A very basic caching helper for procedures:
import cacheme
type
Bar = object
name: string
a, b: int
proc foo(a, b: int): Bar {.cacheMe: "/tmp/test_cache".} =
result = Bar(a: a, b: b, name: "Hehe")
echo foo(1, 5)
echo foo(5, 3)
echo foo(1, 5)
echo foo(8, 12)
It caches function calls of foo
with the arguments a, b
over
multiple runs of the same program. It arose from a need in my code
where I have some function that needs to perform a lengthy
calculation, but caching it is fine. Instead of writing similar
caching code in each case, I decided to just write a short library to
take care of it generally. Note that the cache also works well for
multiple processes (e.g. via cligen’s procpool) accessing the same
file by trying to merge changes between different processes writing
potentially different data (see more below).
The idea is we construct an HDF5 file with the given prefix path given to the pragma. It effectively wraps the procedure body in the following skeleton:
template injectOldBody(args, retTyp, path, body: untyped): untyped {.dirty.} =
var theCache {.global.} = initCache[typeof args, retTyp](path)
if args.inCache(theCache, path):
result = args.getFromCache(theCache)
else:
body
result.addToCache(args, theCache, path)
That means we construct a global (!) Table[K, V]
to store the
arguments and return values at runtime. That table is serialized to
disk to an HDF5 file between accesses using nimhdf5
.
Feel free to write the files to /dev/shm
if you’re on linux and
don’t want to actually suffer the IO costs of writing to disk.
One word of caution: If your procedure contains an explicit return
statement, caching won’t work correctly! And for obvious reasons do
not use this for functions that depend on some runtime state either!
Finally, not every possible Nim type is supported, but the
serialization of nimhdf5
supports
some pretty complex objects. You may have to / want to write a
custom serialization hook for specific types, like here.
The only dependency is nimhdf5
, because the caching is done by
serializing the arguments and return values to an HDF5 file. Other
backends could be added trivially (as long as they have serialization support).
nimble install nimhdf5
Multiple threads is a different matter obviously and theoretical races are obviously possible. However, if the procedure is a pure function in the sense of same input ⇒ same output and if you are fine if sometimes a value is computed twice before the cache is synchronized again, it works well in practice!
- memo by @andreaferretti performs memoization of functions in a similar manner, however only persistent between a single program run. On the other hand it can also handle recursive functions. Different use cases require different solutions!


— Work to complete —
Only a number is wanted here, namely how many lines of the data contain the string "room".

— Data extract —
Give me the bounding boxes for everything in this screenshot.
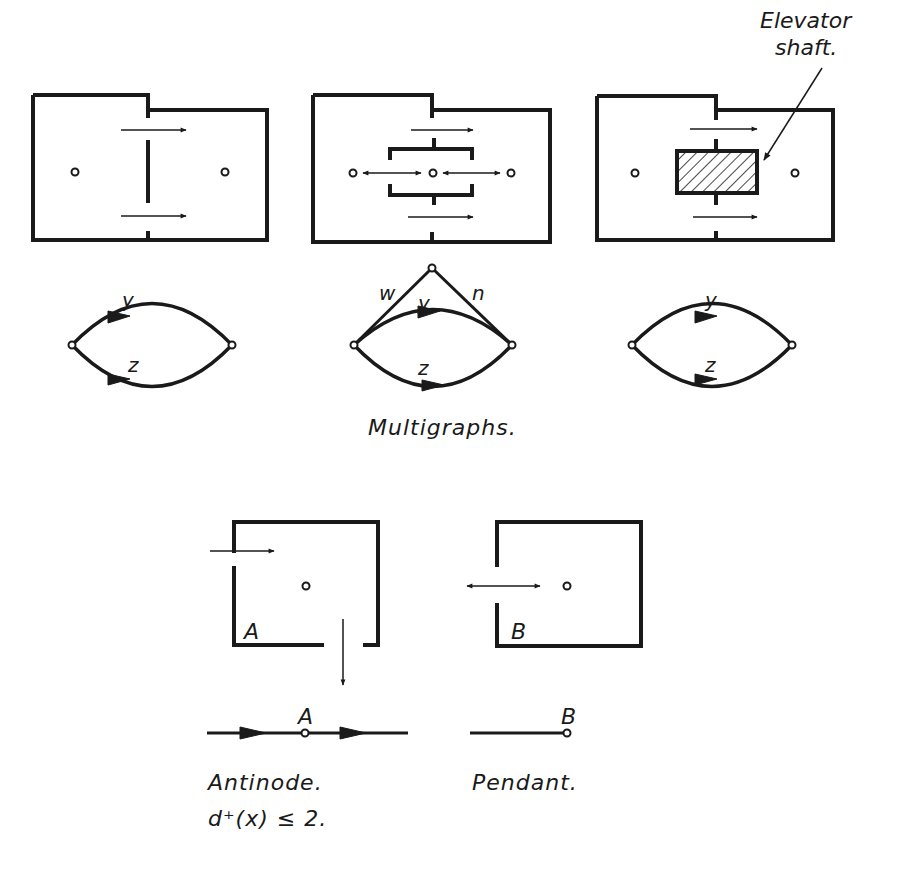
graph-node xyxy=(229,342,236,349)
room-node xyxy=(564,583,571,590)
wall-outline-left xyxy=(33,95,148,118)
multigraph-2 xyxy=(351,265,516,392)
graph-node xyxy=(69,342,76,349)
room-node-right xyxy=(222,169,229,176)
room-node-right xyxy=(792,170,799,177)
graph-node xyxy=(351,342,358,349)
antinode-node xyxy=(302,730,309,737)
room-node-left xyxy=(632,170,639,177)
graph2-label-n: n xyxy=(472,283,485,303)
room-b-label: B xyxy=(511,621,527,643)
room-b-plan xyxy=(467,522,641,646)
corridor-node xyxy=(430,170,437,177)
graph-node-apex xyxy=(429,265,436,272)
antinode-formula: d⁺(x) ≤ 2. xyxy=(208,808,327,830)
pendant-node xyxy=(564,730,571,737)
graph3-label-y: y xyxy=(705,290,717,310)
elevator-shaft xyxy=(677,151,757,193)
graph2-label-z: z xyxy=(418,358,429,378)
antinode-caption: Antinode. xyxy=(208,772,323,794)
edge-y xyxy=(72,304,232,346)
graph-node xyxy=(629,342,636,349)
elevator-label-line1: Elevator xyxy=(760,10,851,32)
node-b-label: B xyxy=(561,706,577,728)
corridor-wall-bottom xyxy=(390,184,472,195)
graph1-label-z: z xyxy=(128,355,139,375)
elevator-label-line2: shaft. xyxy=(775,37,837,59)
multigraphs-caption: Multigraphs. xyxy=(368,417,517,439)
graph3-label-z: z xyxy=(705,355,716,375)
room-a-plan xyxy=(210,522,378,685)
elevator-pointer-arrow xyxy=(764,68,822,160)
node-a-label: A xyxy=(298,706,314,728)
room-node-right xyxy=(508,170,515,177)
graph-node xyxy=(789,342,796,349)
room-a-label: A xyxy=(244,621,260,643)
graph-node xyxy=(509,342,516,349)
room-node xyxy=(303,583,310,590)
graph2-label-w: w xyxy=(379,283,395,303)
graph2-label-y: y xyxy=(418,293,430,313)
edge-z xyxy=(354,345,512,387)
room-node-left xyxy=(350,170,357,177)
pendant-caption: Pendant. xyxy=(472,772,578,794)
floorplan-panel-1 xyxy=(33,95,267,240)
graph1-label-y: y xyxy=(122,290,134,310)
multigraph-1 xyxy=(69,304,236,387)
room-node-left xyxy=(72,169,79,176)
edge-y xyxy=(354,310,512,346)
pendant-graph xyxy=(470,730,571,737)
floorplan-panel-3 xyxy=(597,68,833,240)
floorplan-panel-2 xyxy=(313,95,550,242)
corridor-wall-top xyxy=(390,149,472,160)
edge-z xyxy=(72,345,232,387)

— Answer area —
12